I was recently at two real estate conventions in two very different cities. The first was in Tampa, Florida where CPM and CCIM designees met to hear speakers, take classes and network. The second was the National Association of Realtors annual convention in New Orleans, Louisiana. This is not a tale of two conventions but rather a tale of two cities.
The convention center in Tampa is on the waters of the Gulf of Mexico in a revitalized downtown neighborhood with gleaming new hotels. It is close by a beautiful old neighborhood of early 20th century homes off Bayshore Boulevard. When we arrived on Thursday afternoon a planter, on one of the streets had been hit by a car destroying it. By Friday morning the mess had been cleaned up, a new planter was in its place with plants and flowers.
Tampa is a lovely city with great neighborhoods and new construction going on all around.
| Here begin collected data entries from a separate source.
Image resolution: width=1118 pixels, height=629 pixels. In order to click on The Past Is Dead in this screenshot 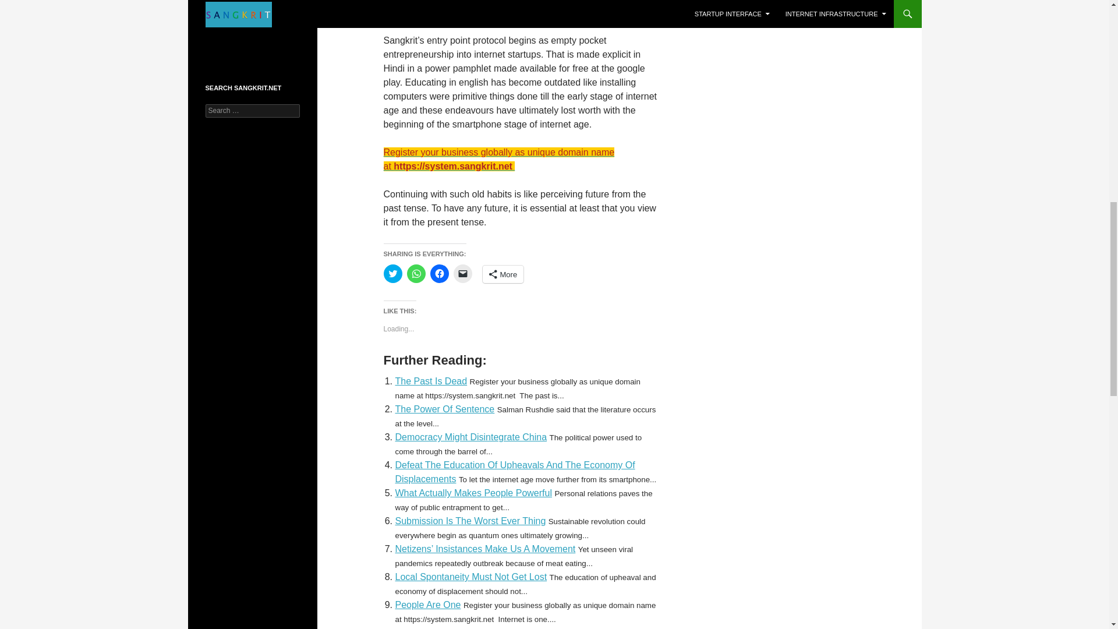, I will do `click(431, 381)`.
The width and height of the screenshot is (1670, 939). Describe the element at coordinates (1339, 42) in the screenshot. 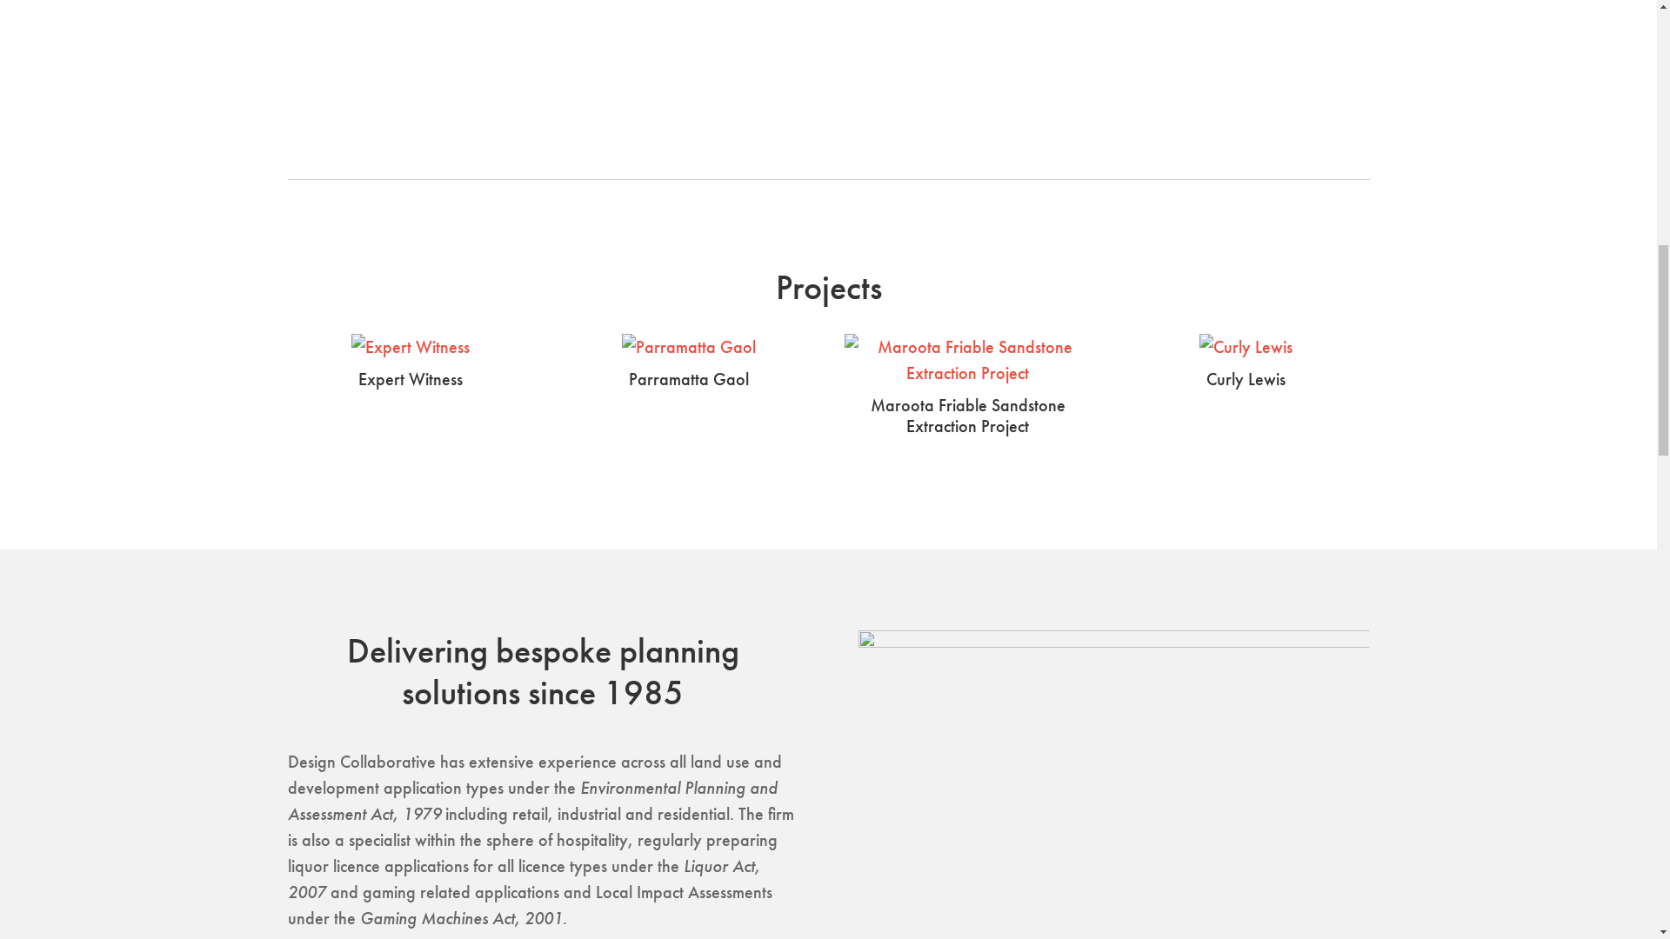

I see `Contact` at that location.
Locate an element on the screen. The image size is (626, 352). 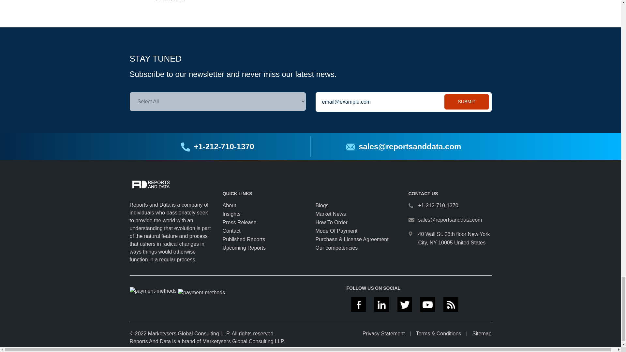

Downtown parking lots have been and continue to be turned into new office and residential buildings. You see vitality in this city and a municipal government that is working.
The convention center in New Orleans is on the Mississippi. It is about a mile from the French Quarter close to I-10. Obviously, it has been cleaned up substantially since its infamy during Katrina. There are hotels all along the street opposite the center. At first look, you would never know that this city was completely devastated a little over a year ago.
But look past the gleam of the French Quarter and the Convention Center, and you see how much still needs to be done. The Riverwalk Marketplace adjacent to the convention center is half empty. The stores across from the French market in the French Quarter have "For Rent" signs in the windows. This is a tourist town which survives and thrives from an economy largely built on tourism. Without those visitors, there is great hardship for thousands of citizens.
One cab driver tells us that his wife and children are in Atlanta so his kids can attend good schools. His mother was evacuated to Vicksburg in the wake of the storm and is still there due to lack of housing. Another cabbie has had to hire an attorney to sue the insurance company to get a payment for his still destroyed home. Our waiter at dinner one night says he has just flown in from Chicago for the convention. There is not enough business for him to come home full time. But in the face of it all, the resilient spirit of the New Orleaneans we met was striking. They love their city, and they love the people who visit their city and love it too.
The difference in the two cities is the difference between a government that works and one that doesn't. Tampa, Florida has a state and local government that functions. New Orleans, Louisiana has a government that doesn't. While the U.S. tries to instill a workable government in Iraq, how about the Feds doing the same right here at home.